HR 2.0 – How To Retain “Agent” Relationships In Organisational Systems

Within the Australian educational landscape, we have seen the evolution of the Universities Admission Index to the ATAR (Australian Tertiary Admission Rank) which aims at aggregating and creating a single universities admission rank that fosters not only transparency, but more so ‘fluidity‘ in the Educational System.





However, regardless of how prolific the new ‘system’ is – it still ‘ranks’ you on a set of ‘quantitative data’ which is based on a ‘statistical model of inference’ that does not account for a) the desire for undergraduate students to express their key strengths in alternative projects (such as web development or mobile-web development) and b) the incorporation of their ‘unique abilities‘ to create the right type of ‘career succession‘ programme that ties in with their goals and ambitions to allow their interests to be fostered and inter-woven into a process that enables them to progressively integrate their key strengths across all bands (whether its of a technical, systematic or dynamic nature).


The level of insight into this spectrum is a clear-cut articulation of how, within the nature of ‘cybernetics‘, one can use the precedents rooted in the ‘control cycle‘ to asses and visualize ‘career succession strategies’ that employs not only their academic interest, but also their Entrepreneurial interests which codify the natural flow of what I call as ‘alternative career path planning‘.

Alternative Career Path Planning would mean that once students are in a respectable and mature level of justification for their career intentions, they then ‘test’ or ‘model out’ scenarios which allow them to ‘mix and match’ even very relatively difficult subjects – in which cases at Universities, they often require ‘prerequisites’ – to suitable pathways that enable them to bring their core ideas and projects to fruition. This process will require the fusion of ‘theory focused planning’ together with a ‘task-force’ that employs and nurtures the evolving undergraduate intentions on incorporating empiric, up to date examples of their ideas with emphasis on historical or empirical evidence with a criterion ‘measure’ that utilizes a weighted-average approach to identify and validate the ‘agents’ capabilities with requisite skills that collectively ebb and flow with their ‘ever evolving career intentions’ as the fundamental principal of Human Resource strategy is to keep ‘staff’ as their most ‘valued assets’ in the organisational system – a key vantage-point for HR Managers who often struggle with ‘retention’ and ‘turnover’ ratios in their organisations as obviously, its very hard to keep the N-Gen niche motivated in industries which can from the start influence the ‘agent’ but then as time goes by – sway the agent to look for other ‘opportunities and interests’ which complement their ‘motivational drivers for success’.


The core challenge here would be how can we create the relevant ‘system’ which not only measures data quantitatively, but also qualitatively ranks the relevant ‘human capital input’ within the ‘organisational system’ to fuse a) business intelligence initiatives with b) a ‘Mentoring’ initiative that propels and differentiates each ‘agent’ in the ‘organisation’ as an ‘individual product’ or ‘product base’ that aims at differentiating the various ‘learning styles’ in combination with a ‘knowledge management platform’ that not only harvests their potential; but enables them to contribute ‘ideas’ to members at the very senior level of the organisation (regardless of legal nature) so that they can also contribute to the ‘organisational wide projects’ which often require collaboration of very senior project managers (in the case of Matrix Styled Organisations) or your direct report (in the case of small business and sole trader initiatives). Personally, I believe that all organisations should respect every ‘agents’ input into the system, measure it with reference to something I stumbled accross in the Harvard Business Review as “experience curves” and re-concile it with a rich framework to retain, evolve and develop participants in the system.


Work instructions: Return each line of the data below that contains the string "triangle".
***** Recorded information
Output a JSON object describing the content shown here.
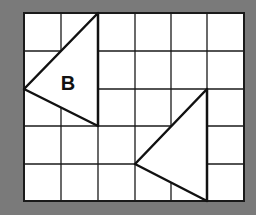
{
  "background_color": "#7a7a7a",
  "grid": {
    "columns": 6,
    "rows": 5,
    "x_lines": [
      24,
      61,
      98,
      135,
      171,
      207,
      244
    ],
    "y_lines": [
      13,
      51,
      89,
      126,
      164,
      201
    ],
    "fill": "#ffffff",
    "line_color": "#1a1a1a"
  },
  "shapes": [
    {
      "name": "triangle-b",
      "label": "B",
      "grid_vertices": [
        [
          2,
          0
        ],
        [
          0,
          2
        ],
        [
          2,
          3
        ]
      ],
      "points": "98,13 24,89 98,126",
      "label_pos": [
        68,
        90
      ]
    },
    {
      "name": "triangle-image",
      "label": "",
      "grid_vertices": [
        [
          5,
          2
        ],
        [
          3,
          4
        ],
        [
          5,
          5
        ]
      ],
      "points": "207,89 135,164 207,201"
    }
  ]
}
**********
Completed task:
      "name": "triangle-b",
      "name": "triangle-image",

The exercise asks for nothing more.